Rule #5: Test your value on the market. Do this constantly. The job market is like any other market. There's supply and demand. And you're just an item for sale at the great bazaar. Every year you need to find out what your value is. For one thing, the best way to get an increase in salary and status is to move horizontally, not vertically.

When I was at HBO I was constantly talking to people at other companies. I had lunch with top people at Showtime. I knew people from all the other divisions of Time Warner. I was always asking people to breakfast or lunch. I would get offers from outside, from the banking industry. I also would try to work within different divisions of HBO. Everytime I got another offer, I got another raise and promotion at HBO. Sometimes substantial, up to 35%. My bosses would resent me for it, but then go back to 'Rule #4' and often they would get raises also.

Rule #6: Study all the marketing campaigns. In 1996 they switched their slogan to 'It's not TV. It's HBO'. That slogan lasted for 13 years. Before that it was 'Simply the Best', then 'Something Special's On'. When they switched to 'It's not TV', Eric Kessler, the head of marketing, gave a talk on how they came up with the slogan. All his employees were in the auditorium. And me from the IT department. Nobody else would go with me.

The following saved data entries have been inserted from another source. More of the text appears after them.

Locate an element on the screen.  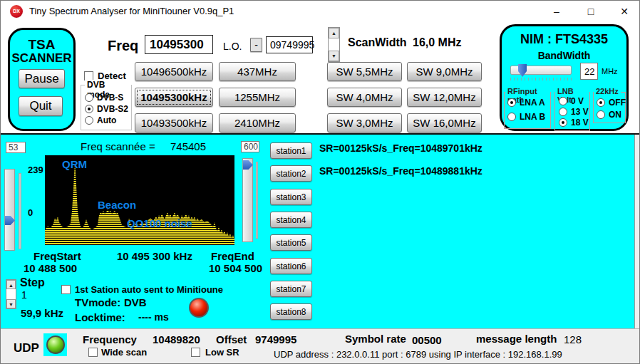
freq-scanned-label: Freq scannée = is located at coordinates (118, 147).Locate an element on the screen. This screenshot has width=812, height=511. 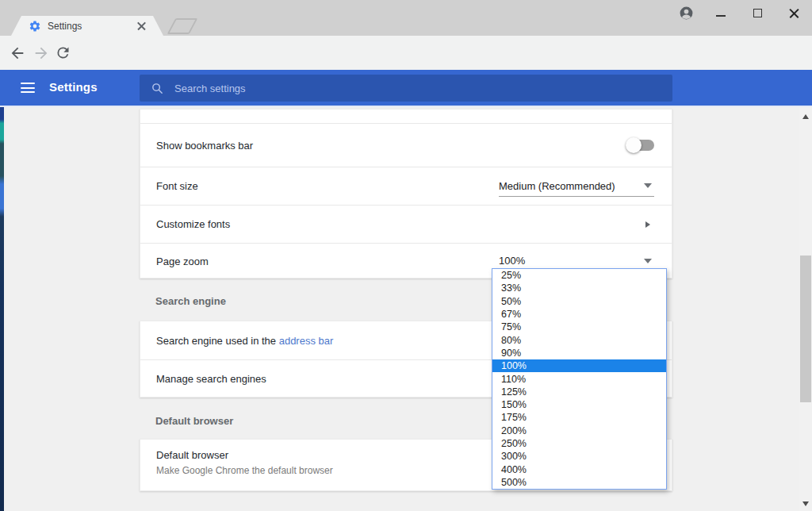
maximize-icon is located at coordinates (758, 13).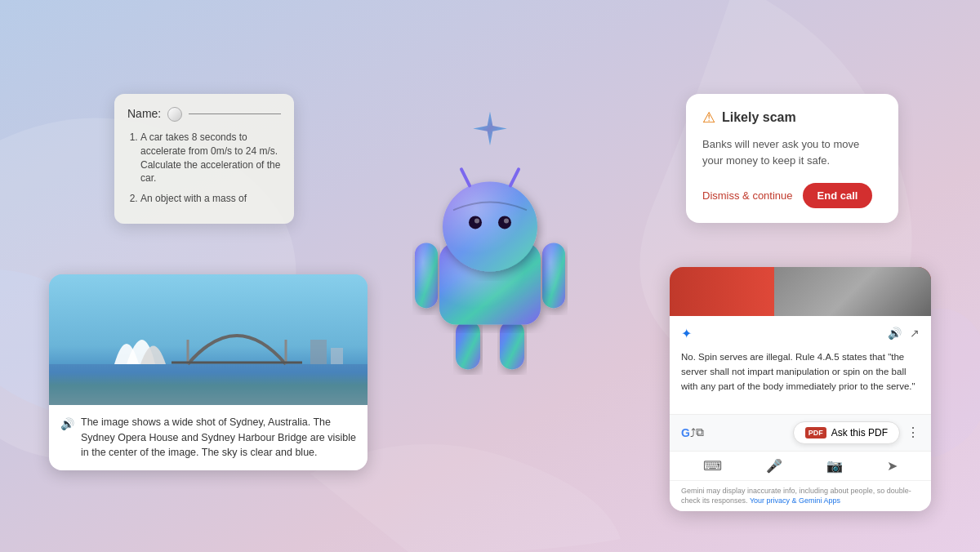  I want to click on pdf-bottom-bar: ⌨ 🎤 📷 ➤, so click(800, 465). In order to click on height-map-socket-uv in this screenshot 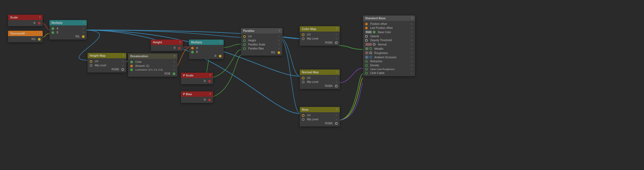, I will do `click(91, 61)`.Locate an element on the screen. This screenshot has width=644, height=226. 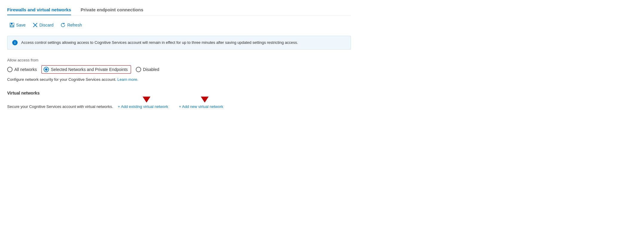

Rule #7: Study the industry. What made HBO different from Showtime? From Cinemax? From non-pay cable? From broadcasting? I knew the answers to those questions. I read every book about the history of TV I could find. I would go to lectures at the Museum of Radio and Television on 52nd Street. Jessica Reif Cohen was the Merrill analyst covering media. I knew nothing about stocks. But I read everything she wrote and would scan the Wall Street Journal for mentions of her name. It was fascinating to me that, at one point, the CEOs of Showtime, Time Warner, Universal, Viacom and Fox Sports were all former executives at HBO.

Rule #8. LEAVE. All good things must come to an end. From the day you start, you need to plan your exit. This is different from Rule #6. This isn't knowing your value. It means you're going to say goodbye. If you master Rules #1-9 at a company, then you'll know enough about the company and industry to start your own company. To either become a competitor or a service provider. And you will have built-in customers because your Rolodex will be filled with people from the industry. If you think like an entrepreneur from the instant you walk into your cubicle on day one, then you will constantly looking for those missing gaps you can fill. This is how you jump into the abyss. You make sure the abyss has a customer waiting for you.

I did everything wrong my first few months at HBO. I didn't know NYC. I didn't know corporate culture at all. I wore the same suit five days in a row until I realized nobody else was wearing a suit and I never wore one again. I didn't have the requisite skill set to survive at my job (they had to send me to a remedial programming school despite the fact that I had majored in programming AND went to graduate school for computer science).

I was obsessed with the Internet and HBO didn't even own HBO.com at the time. My boss's boss's boss would say to my boss, 'Get him away from that Internet stuff and onto some real work.' One time, my boss came into my cubicle and with everyone listening from every other cubicle said to me, 'We want you to succeed here, but you need to know more or else it's not going to work out.' It was very embarrassing and nobody around me would meet my eyes for the next week or so. I was the walking dead.

But I survived then. And I've survived every day since.